Financing

Domino's leads a sluggish pizza business

The pizza delivery chain struggled to generate positive same-store sales last quarter, but it still led a sector that is having a tough time in an unfavorable restaurant market.
Domino's
Domino's is generating more carryout sales and fewer delivery sales. | Photo courtesy of Domino's Pizza.

Domino’s Pizza mostly stumbled at the close of 2024. Same-store sales rose just 0.4%, a clear slowdown from the pace the brand had set throughout the year, the company reported on Monday. 

Per-store cash flow was $162,000, well below the company’s own stated expectations, as the company pushed more value in a bid to convince reluctant customers to order more pizzas. In short, weak sales and more value orders hurt store profitability.

Yet the brand was nevertheless able to boast that it gained market share, which says as much as you need about the sector in which Domino’s operates. 

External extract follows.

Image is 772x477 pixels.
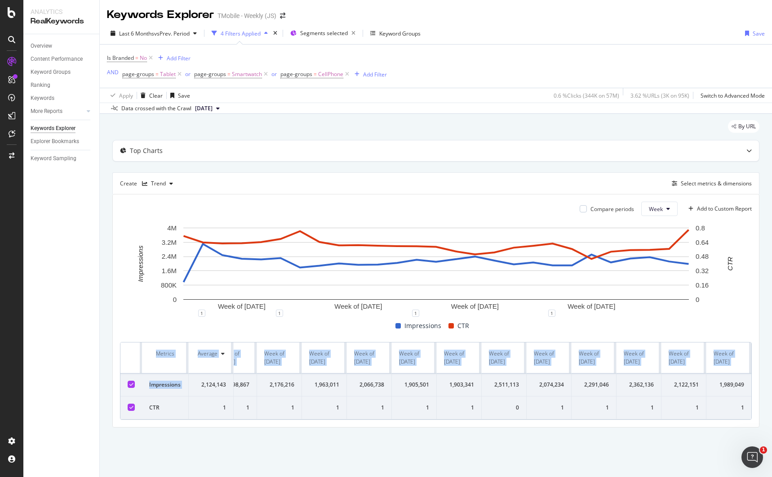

“The macro environment, plus the competitive pressures really started weighing on sales, and then profits as well with the promotional intensity that was building,” CFO Sandeep Reddy told analysts. “However, the important thing, and this was really critical, we grew about a point of market share in the year.” 

Domino’s also provided little in the way of hope that things will change this year, suggesting that the consumer pressures that dominated 2024 and hurt the chain’s sales and profits will persist into 2025. 

“As we look ahead to 2025, we believe the combination of pressured consumer spending and a value-driven QSR marketplace will continue,” CEO Russell Weiner told analysts. 

The pizza sector is either navigating a post-pandemic lull, brought on by a weak consumer, or it is facing longer-term challenges as wealthier consumers shift to third-party delivery and lower-income diners cut their spending. 

Either way, the result has been some broad-level weakness from the sector’s biggest concepts. 

QSR pizza chains have seen their average sales slow for the past year and a half. Domino’s was the only one of the three big publicly traded pizza chains, also including Pizza Hut and Papa Johns, to record any same-store sales growth last year. Both Papa Johns and Pizza Hut’s U.S. business replaced their top executives last year. 

On the other hand, third-party delivery companies, notably DoorDash and Uber Eats, have enjoyed sales growth over that period. The expense of that service suggests that people with more money have been spreading their spending around when they want food delivered to their homes. 

That’s left pizza chains with lower-income diners. Those diners have cut back on their restaurant visits. And they’ve gravitated toward value. They’ve also been a lot more likely to get their pizzas from the restaurant, rather than have them delivered. 

Domino’s numbers demonstrate this shift. Same-store sales in the fourth quarter increased 3.2% for carryout orders, but delivery same-store sales declined 1.4%. Given that pricing increased 2.3%, that means customers ordered a lot fewer pizzas for delivery. 

The company also kicked off its exclusive arrangement with Uber Eats. By the fourth quarter, the delivery company accounted for 2.7% of Domino’s sales—suggesting the chain would have reported negative same-store sales but for that Uber Eats deal. 

Domino’s exclusive arrangement with Uber Eats ends on May 1, but the pizza chain is negotiating with other providers now and may start testing such deals soon. “The aggregator marketplace is the fastest-growing segment with QSR pizza, and we’re just getting started,” Weiner said. 

The company believes expanding its use of aggregators, along with growth in loyalty and the company’s “traffic-driving catalysts” will result in full-year same-store sales “in line” with its 3% long-term target. That suggests an improvement from late-2024 results. 

“We really have a bunch of initiatives in our marketing calendar,” Reddy said. “We weren’t shy about rolling out a whole bunch of them in 2024. We have similar plans in 2025.”